Cornell writer-in-residence and visiting professor in the Department of Government Irakli Kakabadze was awarded the Oxfam Novib/PEN Award 2009 in The Hague, Nov. 18. (Nov. 24, 2009)
The Africana Studies and Research Center will host a 40th anniversary conference, 'Looking Back/Moving Forward: The Future of Africana/Black Studies,' April 15-17. (April 8, 2010)
The winner of the 2011 Cornell Fashion Design Award for High School Students is Tiffany Zhang of California for her design of a fanciful extraterrestrial outfit. (April 18, 2011)
A National Science Foundation grant to the Department of Classics will support dendrochronology research in the Near East to determine a precise radiocarbon timeline for Biblical archaeology. (Sept. 27, 2012)
"A Needle Woman," artist Kimsooja's project with materials scientists that was displayed on the Arts Quad in the Cornell Council for the Arts Biennial, is the subject of a new "Art21" documentary.
Near Eastern studies professor Kim Haines-Eitzen explores how natural desert sounds influenced monastic texts, from tropes like the wind as God's voice to demons sounding like thunder.
The College of Architecture, Art and Planning’s New York City program has moved into a new space in the Standard Oil Building, a historic landmark overlooking lower Manhattan.
Student fashion designers are sketching and making patterns, finding and fitting models, and cutting and sewing fabrics for the 31st Cornell Fashion Collective runway show, Saturday, April 11 at 8 p.m. in Barton Hall.
More than 200 books published by the Negro Universities Press, reprinting rare historical materials on the black experience, have been donated to the John Henrik Clarke Africana Library.
Katherine Howe writes about young women under pressure with a parallel story of an accuser at the Salem witch trials in her first young adult novel, “Conversion,” inspired by actual events.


## PROMPT
As the answer, set down the lines below from the one containing "Image resolution: width=1481" through the one containing "The image size is (562, 298).", exactly and inclusively, and no others.

==== ENTRIES SUPPLIED ====

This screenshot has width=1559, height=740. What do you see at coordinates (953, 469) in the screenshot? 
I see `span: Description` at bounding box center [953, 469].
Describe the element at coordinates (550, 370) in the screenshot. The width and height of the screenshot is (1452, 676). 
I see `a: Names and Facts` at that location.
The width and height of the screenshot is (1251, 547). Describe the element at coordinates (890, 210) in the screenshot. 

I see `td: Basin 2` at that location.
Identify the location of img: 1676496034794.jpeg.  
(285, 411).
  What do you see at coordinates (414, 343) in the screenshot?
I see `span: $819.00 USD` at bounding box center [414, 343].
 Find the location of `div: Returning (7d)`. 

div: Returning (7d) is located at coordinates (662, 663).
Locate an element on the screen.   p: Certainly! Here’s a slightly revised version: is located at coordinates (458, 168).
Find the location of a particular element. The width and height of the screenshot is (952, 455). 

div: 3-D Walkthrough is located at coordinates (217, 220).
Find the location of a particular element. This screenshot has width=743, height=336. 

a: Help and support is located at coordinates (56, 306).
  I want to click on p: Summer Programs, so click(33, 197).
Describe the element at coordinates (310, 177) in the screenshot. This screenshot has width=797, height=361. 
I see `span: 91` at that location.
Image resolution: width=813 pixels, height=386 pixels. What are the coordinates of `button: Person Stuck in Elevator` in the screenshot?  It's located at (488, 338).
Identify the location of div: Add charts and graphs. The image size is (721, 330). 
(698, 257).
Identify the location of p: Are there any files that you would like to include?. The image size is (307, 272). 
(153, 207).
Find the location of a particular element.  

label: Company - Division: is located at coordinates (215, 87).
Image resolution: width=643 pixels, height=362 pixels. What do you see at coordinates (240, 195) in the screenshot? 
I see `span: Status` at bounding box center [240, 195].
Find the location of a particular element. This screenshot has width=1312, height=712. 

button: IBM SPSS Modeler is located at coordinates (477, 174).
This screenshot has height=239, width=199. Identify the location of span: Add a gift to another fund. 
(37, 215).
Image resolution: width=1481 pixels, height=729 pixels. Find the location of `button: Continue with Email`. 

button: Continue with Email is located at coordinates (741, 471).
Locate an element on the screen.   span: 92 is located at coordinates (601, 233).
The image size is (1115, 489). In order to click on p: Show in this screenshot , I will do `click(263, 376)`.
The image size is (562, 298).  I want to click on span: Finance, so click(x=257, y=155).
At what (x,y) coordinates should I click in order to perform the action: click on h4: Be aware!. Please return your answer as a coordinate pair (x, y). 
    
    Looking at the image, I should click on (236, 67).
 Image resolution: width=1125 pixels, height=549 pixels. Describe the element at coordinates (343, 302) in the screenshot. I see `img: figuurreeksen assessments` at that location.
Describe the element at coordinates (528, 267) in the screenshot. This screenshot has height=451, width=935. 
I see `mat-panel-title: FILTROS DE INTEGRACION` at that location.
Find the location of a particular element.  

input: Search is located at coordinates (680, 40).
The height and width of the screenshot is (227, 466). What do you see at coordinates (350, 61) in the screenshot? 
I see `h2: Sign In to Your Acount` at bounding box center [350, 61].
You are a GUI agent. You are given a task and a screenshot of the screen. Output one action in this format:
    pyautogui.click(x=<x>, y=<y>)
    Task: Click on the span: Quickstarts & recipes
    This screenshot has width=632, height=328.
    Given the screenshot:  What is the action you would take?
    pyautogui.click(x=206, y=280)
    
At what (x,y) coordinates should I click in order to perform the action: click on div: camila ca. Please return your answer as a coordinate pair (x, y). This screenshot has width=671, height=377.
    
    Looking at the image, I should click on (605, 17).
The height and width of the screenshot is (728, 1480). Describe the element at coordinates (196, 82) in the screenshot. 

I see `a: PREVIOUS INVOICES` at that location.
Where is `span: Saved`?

====

## ANSWER SPACE
Image resolution: width=1481 pixels, height=729 pixels. Find the location of `button: Continue with Email`. 

button: Continue with Email is located at coordinates (741, 471).
Locate an element on the screen.   span: 92 is located at coordinates (601, 233).
The image size is (1115, 489). In order to click on p: Show in this screenshot , I will do `click(263, 376)`.
The image size is (562, 298).  I want to click on span: Finance, so click(x=257, y=155).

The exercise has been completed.